1st Edition

Prostitution Prevention and Reform in England, 1860-1914

By Paula Bartley, Paula Bartley Copyright 2000
    244 Pages
    by Routledge

    248 Pages
    by Routledge

    Prostitution: Prevention and Reform in England, 1860-1914 is the first comprehensive overview of attempts to eradicate prostitution from English society, including discussion of early attempts at reform and prevention through to the campaigns of the social purists.
    Prostitution looks in depth at the various reform institutions which were set up to house prostitutes, analysing the motives of the reformers as well as daily life within these penitentiaries.
    This indispensable book reveals:
    * reformers' attitudes towards prostitutes and prostitution * daily life inside reform institutions
    * attempts at moral education
    * developments in moral health theories
    * influence of eugenics
    * attempts at suppressing prostitution.

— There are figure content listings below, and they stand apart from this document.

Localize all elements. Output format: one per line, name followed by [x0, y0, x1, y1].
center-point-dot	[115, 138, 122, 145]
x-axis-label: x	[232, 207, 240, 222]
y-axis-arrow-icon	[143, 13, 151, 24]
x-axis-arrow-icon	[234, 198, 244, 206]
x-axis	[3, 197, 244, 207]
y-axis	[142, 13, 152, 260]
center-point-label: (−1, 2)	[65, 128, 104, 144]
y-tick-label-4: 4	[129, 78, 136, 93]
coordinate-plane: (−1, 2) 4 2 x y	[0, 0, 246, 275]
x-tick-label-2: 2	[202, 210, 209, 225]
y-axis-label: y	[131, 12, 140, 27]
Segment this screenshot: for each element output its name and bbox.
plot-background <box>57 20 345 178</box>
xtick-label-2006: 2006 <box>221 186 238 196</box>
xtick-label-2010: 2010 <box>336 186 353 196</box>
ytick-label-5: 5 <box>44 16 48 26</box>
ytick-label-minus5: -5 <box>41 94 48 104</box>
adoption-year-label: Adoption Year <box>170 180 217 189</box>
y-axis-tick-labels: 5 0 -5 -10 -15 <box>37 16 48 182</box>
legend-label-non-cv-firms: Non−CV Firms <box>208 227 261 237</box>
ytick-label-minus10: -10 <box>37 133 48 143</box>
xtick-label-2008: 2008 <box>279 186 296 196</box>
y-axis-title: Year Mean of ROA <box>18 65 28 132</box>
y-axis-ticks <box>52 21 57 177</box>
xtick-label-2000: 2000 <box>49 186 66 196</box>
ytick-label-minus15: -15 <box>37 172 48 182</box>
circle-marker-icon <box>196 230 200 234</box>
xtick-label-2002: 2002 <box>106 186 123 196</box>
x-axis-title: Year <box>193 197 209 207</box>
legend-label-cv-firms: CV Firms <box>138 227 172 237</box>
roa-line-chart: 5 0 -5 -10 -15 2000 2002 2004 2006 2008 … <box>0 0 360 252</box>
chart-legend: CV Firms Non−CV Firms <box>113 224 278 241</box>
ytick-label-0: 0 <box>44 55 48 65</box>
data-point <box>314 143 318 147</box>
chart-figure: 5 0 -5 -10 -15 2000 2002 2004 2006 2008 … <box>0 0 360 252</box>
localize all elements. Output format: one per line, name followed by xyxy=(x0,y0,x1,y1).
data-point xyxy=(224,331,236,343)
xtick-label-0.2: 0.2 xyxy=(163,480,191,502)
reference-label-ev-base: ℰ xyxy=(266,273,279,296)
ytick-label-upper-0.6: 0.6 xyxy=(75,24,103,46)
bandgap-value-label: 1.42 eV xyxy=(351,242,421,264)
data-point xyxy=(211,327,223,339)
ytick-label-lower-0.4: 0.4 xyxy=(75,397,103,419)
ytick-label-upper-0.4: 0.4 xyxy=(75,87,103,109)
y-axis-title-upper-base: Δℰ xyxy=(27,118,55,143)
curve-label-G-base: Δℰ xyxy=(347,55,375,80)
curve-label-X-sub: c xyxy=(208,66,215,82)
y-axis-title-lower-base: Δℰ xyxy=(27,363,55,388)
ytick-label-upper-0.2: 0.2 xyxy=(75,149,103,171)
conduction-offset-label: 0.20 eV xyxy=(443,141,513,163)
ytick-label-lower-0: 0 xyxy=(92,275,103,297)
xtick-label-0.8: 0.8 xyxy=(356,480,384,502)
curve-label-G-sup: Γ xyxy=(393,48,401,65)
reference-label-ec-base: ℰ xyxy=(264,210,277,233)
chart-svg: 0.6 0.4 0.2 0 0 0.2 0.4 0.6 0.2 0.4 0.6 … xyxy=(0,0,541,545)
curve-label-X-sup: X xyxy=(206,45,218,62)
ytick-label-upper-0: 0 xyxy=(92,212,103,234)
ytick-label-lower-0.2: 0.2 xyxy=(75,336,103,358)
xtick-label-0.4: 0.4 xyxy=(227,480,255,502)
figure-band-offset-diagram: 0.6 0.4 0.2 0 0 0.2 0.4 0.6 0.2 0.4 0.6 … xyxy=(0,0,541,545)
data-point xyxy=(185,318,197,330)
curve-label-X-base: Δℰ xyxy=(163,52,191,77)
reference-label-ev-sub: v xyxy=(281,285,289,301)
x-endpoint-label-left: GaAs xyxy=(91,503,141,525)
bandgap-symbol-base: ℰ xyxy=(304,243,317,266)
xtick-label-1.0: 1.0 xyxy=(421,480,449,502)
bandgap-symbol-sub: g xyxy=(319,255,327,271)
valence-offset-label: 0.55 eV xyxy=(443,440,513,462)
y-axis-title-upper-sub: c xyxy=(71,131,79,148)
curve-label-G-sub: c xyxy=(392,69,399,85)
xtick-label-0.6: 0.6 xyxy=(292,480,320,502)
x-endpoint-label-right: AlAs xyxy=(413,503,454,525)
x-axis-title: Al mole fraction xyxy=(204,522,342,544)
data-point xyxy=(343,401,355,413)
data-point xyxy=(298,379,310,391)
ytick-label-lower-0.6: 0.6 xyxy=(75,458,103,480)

    Introduction; Part 1 From sinners to Cinderellas; Chapter 1 Reform institutions; Chapter 2 Daily life inside reform institutions; Part 2 Prevention is better than cure; Chapter 3 Moral education and protective legislation; Chapter 4 ‘Wayward and troublesome girls’; Part 3 The making of the mentally deficient; Chapter 5 The background; Chapter 6 Care rather than cure; Part 4 Purifying the nation; Chapter 7 Suppressing prostitution; Chapter 8 Men and morality; conclusion Conclusion: from fin de siècleto the millennium;

    Biography

    Paula Bartley is senior lecturer in History at the University of Wolverhampton.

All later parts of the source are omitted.